The only registered death was of the female F3, an
animal that was captured and released alone. Her movement
in a straight line indicated that the animal was not exploring
the areas surrounding the release site. Social groups that
keep close together explore the area where they are released
more easily, while solitary animals are more exposed to
predation and also may find it more difficult to gather food.
5. Conclusion and Recommendations
The construction of hydroelectric plants represents an
impact on primate populations, by destroying their habitats.
Translocation is carried out in order to reduce losses.
Rescue-release and monitoring programs for wild species
help to increase our knowledge of scarcely studied species,
but they are generally limited because of high operational
costs and the need for trained professionals to carry out
the programs. In this study, the most relevant conclusions
to arise from monitoring rescued and translocated blacktailed marmosets for two years were:
• Translocation and monitoring of rescued C. melanura individuals was feasible.
• Translocation of primates may play an important
role in conservation programs for populations
affected by human disturbances in the
environment.
• Translocated animals belonging to social groups
have a better chance of survival than solitary
individuals.
• Exploratory behavior is more frequently observed
right after release. Once familiar with the new
environment, the animals tend to disperse or
establish territory.
In any conservation program that involves primate
translocation, several aspects need to be considered for
the success of the program. Among basic procedures that
should be adopted, the following are recommended:
• Sites chosen for release should present basis
conditions for survival of the released animals.
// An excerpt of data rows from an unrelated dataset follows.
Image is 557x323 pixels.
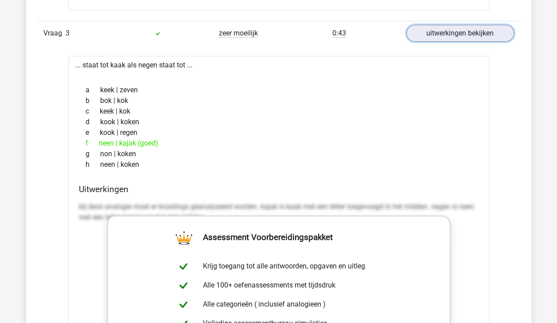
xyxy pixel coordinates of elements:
div: kook | regen [79,127,478,138]
div: neen | kajak (goed) [79,138,478,148]
div: neen | koken [79,159,478,170]
div: non | koken [79,148,478,159]
p: bij deze analogie moet er kruislings geanalyseerd worden. kajak is kaak met een letter toegevoegd... [79,201,478,222]
span: d [86,117,100,127]
span: g [86,148,100,159]
span: 3 [66,29,70,37]
div: keek | zeven [79,85,478,95]
span: f [86,138,99,148]
div: kook | koken [79,117,478,127]
span: b [86,95,100,106]
a: uitwerkingen bekijken [406,25,514,42]
span: c [86,106,100,117]
span: e [86,127,100,138]
span: Vraag [43,28,66,39]
h4: Uitwerkingen [79,184,478,194]
span: 0:43 [332,29,346,38]
div: bok | kok [79,95,478,106]
div: keek | kok [79,106,478,117]
span: a [86,85,100,95]
span: zeer moeilijk [219,29,258,38]
span: h [86,159,100,170]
Studies of habitat selection should be previously
carried out.
• The release site must have vegetation structurally
able to support dispersion of individuals.
• Species density in the release area should be
estimated in order to avoid stress caused by
competition for resources such as water, food,
reproductive partners and sleeping sites.
• The translocation must involve structured social
groups. Individuals captured from a group should
be kept together in captivity before release.
988
• Captivity period should be as short as possible.
It is advisable to avoid contact with other species
and exchange among social groups.
• Release sites should have similar vegetation
structure and flora composition to the home area
of the species, and should also be located as near
of capture sites as possible.
Acknowledgements – The authors would like to thank FURNAS
Centrais Elétricas S.A. for providing financial support to make
the research possible; Luis Augusto da Silva Vasconcellos
(Head of the Fauna Rescue Program in Operação Tapiti); and
Raimundo Lima Reis (field logistics operator).